Thirdly, the DSA does not impose an obligation on service providers to “consistently and diligently enforce [their] own policies.” Instead, it requires all service providers to act in a diligent, objective, and proportionate manner when applying and enforcing the restrictions based on their terms and conditions and for VLOPs to adequately address significant negative effects on fundamental rights stemming from the enforcement of their terms and conditions. Terms and conditions often go beyond restrictions permitted under international human rights standards. State pressure to remove content swiftly based on platforms’ terms and conditions leads to more preventive over-blocking of entirely legal content.

Fourthly, while the DSA obliges service providers to promptly inform law enforcement or judicial authorities if they have knowledge or suspicion of a criminal offence involving a threat to people’s life or safety, the law does not mention a fixed time period for doing so, let alone one of 24 hours. The letters also call on Meta and X to be in contact with relevant law enforcement authorities and EUROPOL, without specifying serious crimes occurring in the EU that would provide sufficient legal and procedural ground for such a request. 

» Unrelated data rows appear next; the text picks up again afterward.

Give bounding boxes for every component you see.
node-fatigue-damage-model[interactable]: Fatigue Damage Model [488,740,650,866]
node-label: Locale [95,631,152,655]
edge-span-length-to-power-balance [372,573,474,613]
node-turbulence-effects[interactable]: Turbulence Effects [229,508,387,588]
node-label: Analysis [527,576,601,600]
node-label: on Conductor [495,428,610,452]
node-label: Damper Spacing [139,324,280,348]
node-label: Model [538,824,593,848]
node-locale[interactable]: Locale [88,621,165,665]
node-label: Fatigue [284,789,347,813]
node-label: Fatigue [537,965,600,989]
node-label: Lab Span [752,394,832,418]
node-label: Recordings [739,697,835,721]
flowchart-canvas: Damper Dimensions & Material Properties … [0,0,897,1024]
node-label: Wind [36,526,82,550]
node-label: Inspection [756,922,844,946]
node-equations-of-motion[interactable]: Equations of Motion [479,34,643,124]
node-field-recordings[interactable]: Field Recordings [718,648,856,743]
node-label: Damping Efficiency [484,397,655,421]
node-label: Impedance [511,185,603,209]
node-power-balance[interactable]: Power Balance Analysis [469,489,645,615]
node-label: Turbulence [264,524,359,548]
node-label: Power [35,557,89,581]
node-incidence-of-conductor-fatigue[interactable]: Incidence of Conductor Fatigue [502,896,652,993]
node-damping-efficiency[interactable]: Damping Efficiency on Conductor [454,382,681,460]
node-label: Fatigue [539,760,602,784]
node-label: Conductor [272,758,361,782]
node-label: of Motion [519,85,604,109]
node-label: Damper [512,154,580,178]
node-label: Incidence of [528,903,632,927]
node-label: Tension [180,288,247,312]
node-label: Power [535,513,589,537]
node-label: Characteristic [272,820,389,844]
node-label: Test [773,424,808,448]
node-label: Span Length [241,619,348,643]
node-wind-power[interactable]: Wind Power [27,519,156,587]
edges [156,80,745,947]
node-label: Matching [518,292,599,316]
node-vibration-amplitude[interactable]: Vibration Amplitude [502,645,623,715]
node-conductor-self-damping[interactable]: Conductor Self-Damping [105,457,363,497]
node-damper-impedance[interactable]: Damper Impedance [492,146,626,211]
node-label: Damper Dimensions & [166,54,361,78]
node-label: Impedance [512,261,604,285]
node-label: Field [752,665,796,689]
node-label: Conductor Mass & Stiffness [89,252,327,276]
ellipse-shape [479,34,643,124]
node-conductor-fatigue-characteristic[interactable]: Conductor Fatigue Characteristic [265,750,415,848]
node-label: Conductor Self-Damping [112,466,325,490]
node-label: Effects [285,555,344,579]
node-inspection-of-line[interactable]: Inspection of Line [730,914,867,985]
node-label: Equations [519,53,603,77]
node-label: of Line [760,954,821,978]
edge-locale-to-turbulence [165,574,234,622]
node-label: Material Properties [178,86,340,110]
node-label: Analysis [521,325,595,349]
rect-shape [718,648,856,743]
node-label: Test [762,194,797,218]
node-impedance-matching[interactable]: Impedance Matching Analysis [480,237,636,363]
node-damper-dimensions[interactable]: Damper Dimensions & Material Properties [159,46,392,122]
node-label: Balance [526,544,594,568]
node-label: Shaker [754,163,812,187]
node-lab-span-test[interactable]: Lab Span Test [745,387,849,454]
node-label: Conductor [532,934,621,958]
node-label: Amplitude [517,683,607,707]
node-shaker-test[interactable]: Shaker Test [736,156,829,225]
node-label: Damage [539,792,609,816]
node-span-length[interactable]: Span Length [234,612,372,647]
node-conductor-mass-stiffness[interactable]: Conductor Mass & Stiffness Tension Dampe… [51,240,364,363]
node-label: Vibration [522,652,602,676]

Freedom of expression and the free flow of information must be vigorously defended during armed conflicts. Disproportionate restrictions of fundamental rights may distort information that is vital for the needs of civilians caught up in the hostilities and for recording documentation of ongoing human rights abuses and atrocities that could form the basis for evidence in future judicial proceedings. Experience shows that shortsighted solutions that hint at the criminal nature of “false information” or “fake news” — without further qualification — will disproportionately affect historically oppressed groups and human rights defenders fighting against aggressors perpetrating gross human rights abuses. 

No one is suggesting that the spread of mis- and disinformation regarding the crisis is a good thing, but the ways to deal with it are tricky, nuanced, and complex. And having a bumbling, egotistical, blowhard like Breton acting like the dictator for social media speech is going to cause a hell of a lot more problems than it solves.